Donald Trump has accused more than 200 recently deported Venezuelans of being “gang members.” Here are their stories.

Some of the men that Trump illegally deported to a mega prison in El Salvador are regular civilians and not murderous Tren de Aragua gang members as Trump continues to insist.
On Saturday, Trump invoked the Alien Enemies Act of 1798 to deport over 200 Venezuelans on the grounds that they were Tren de Aragua gang members. A federal judge ordered the planes to turn around and return to the United States, but the Trump administration claimed that the judge’s written order came too late, wrongly suggesting that a verbal and written federal order hold different weight.

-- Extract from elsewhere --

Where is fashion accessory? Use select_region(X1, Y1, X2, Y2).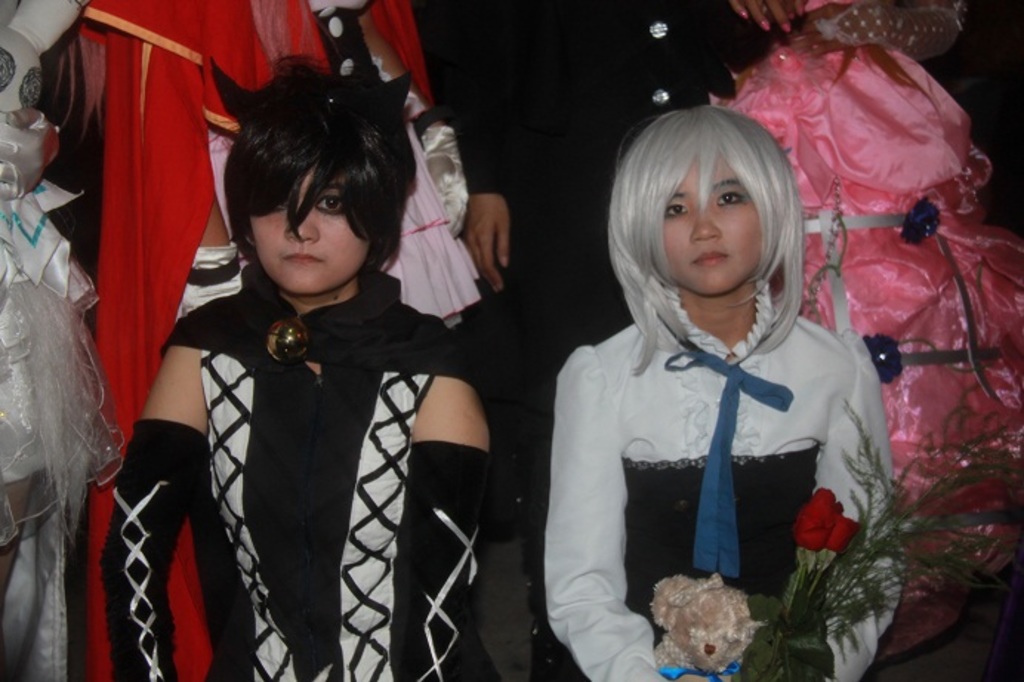
select_region(262, 320, 309, 368).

“These are criminals, many many criminals … murderers, drug dealers at the highest level, drug lords. People from mental institutions. That’s an invasion,” Trump said in reference to the deportees.

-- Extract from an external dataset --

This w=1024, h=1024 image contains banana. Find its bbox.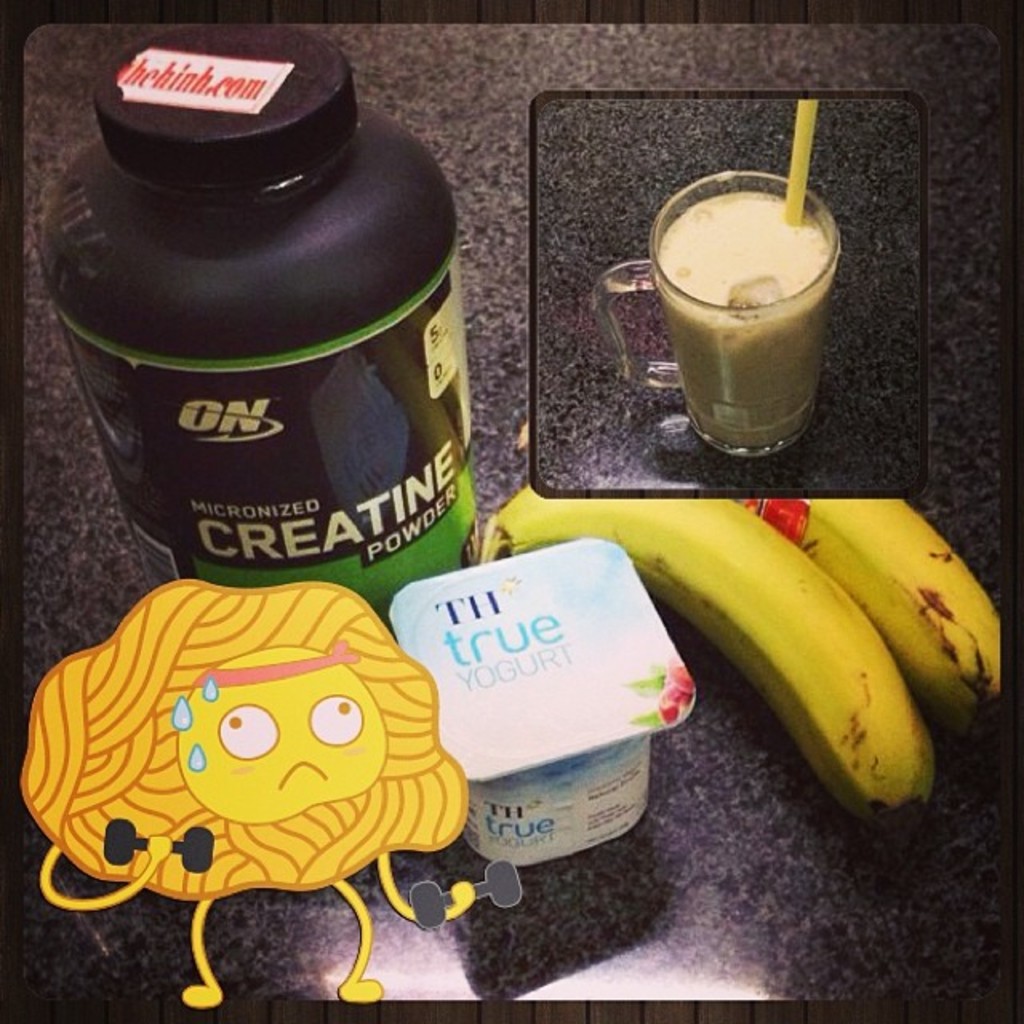
707/490/1018/744.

In reality, immigration officials appear to be simply detaining any Latino men with tattoos.
“The men sent to do hard labor in a Salvadoran prison with no due process include: A tattoo artist seeking asylum who entered legally, a teen who got a tattoo in Dallas because he thought it looked cool, a 26-year-old whose tattoos his wife says are unrelated to a gang,” the American Immigration Council’s Aaron Reichlin-Melnick wrote on X.
“Our [Immigrant Defenders Law Center] client fled Venezuela last year & came to US to seek asylum. He has a strong claim. He was detained upon entry because ICE alleged his tattoos are gang related. They are absolutely not,” immigration lawyer Lindsay Toczylowski wrote on Bluesky. “Our client worked in the arts in Venezuela. He is LGBTQ. His tattoos are benign. But ICE submitted photos of his tattoos as evidence he is Tren de Aragua. His @ImmDef attorney planned to present evidence he is not. But never got the chance because our client has been disappeared.”
Aguilera Agüero, one of the people detained and deported, has a tattoo that reads “Real until death” in Spanish, a line from Puerto Rican reggaeton star and Trump supporter Anuel AA. Agüero’s family denies all ties to Tren de Aragua.
“People have started identifying some of the 238 Venezuelan migrants deported to Bukele’s torture dungeons by the U.S. fascist regime. The brother of one of them posted that his relative is a barber with no criminal record and no links to any criminal organisations,” another account wrote on X.
We’re at the point where Trump is proudly ignoring the checks and balance systems to carry out these racist and indiscriminate deportations, forcing innocent men into absolute danger in Bukele’s Salvadoran prison system.